Sunday, February 15, 2026

ROSA BY ANY OTHER NAME by Hailey Alcaraz


 


I just can't stop falling in love with everything I read. This story is inspired by Romeo and Juliette if the nurse and Mercutio also fell in love and they were teenagers caught up in the Chicano civil rights movement in Arizona in the 50s. No need to recap the plot, it's a tale as old as time, but with a lovely historical fiction patina. Rosa, or Rosie as she is called at the fancy new school where she passes for white, wants to go to college and be a journalist, hence the passing. Her best friend Ramon, and her school friend Julianne meet and fall in love, which ends tragically. The real power of the book is how Rosa finds her own voice and path in the aftermath. 

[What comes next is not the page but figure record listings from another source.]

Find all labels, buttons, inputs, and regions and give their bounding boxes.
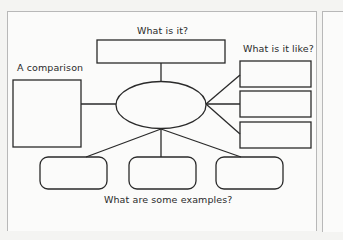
connector-bottom-1 <box>86 129 161 157</box>
like-box-3[interactable] <box>240 122 311 148</box>
center-ellipse[interactable] <box>116 82 206 129</box>
like-box-2[interactable] <box>240 91 311 117</box>
example-box-3[interactable] <box>216 157 283 189</box>
label-what-is-it: What is it? <box>137 25 188 36</box>
connector-right-1 <box>206 75 240 104</box>
example-box-1[interactable] <box>40 157 107 189</box>
label-what-is-it-like: What is it like? <box>243 43 314 54</box>
what-is-it-box[interactable] <box>97 40 225 63</box>
label-comparison: A comparison <box>17 62 83 73</box>
example-box-2[interactable] <box>129 157 196 189</box>
connector-right-3 <box>206 104 240 134</box>
connector-bottom-3 <box>161 129 241 157</box>
comparison-box[interactable] <box>13 80 81 147</box>
label-examples: What are some examples? <box>104 194 232 205</box>
like-box-1[interactable] <box>240 61 311 87</box>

The love stories are front and center, but it is the depiction of the fallout that sets this apart. It is a perfectly rendered setting and, while it is certainly heartbreaking, it ends on a note of hope - followed by some commentary by the author. Even though my students don't flock to historical fiction, but pushing the romance aspect (always a popular genre) I bet I could fool them into learning something about history too! God knows, the only history I ever learned in my life was delicately folded into some novel or another...






The only downside to this book was that I kept singing Doug Judy's Rosa song the whole time I was reading it -  small price to pay.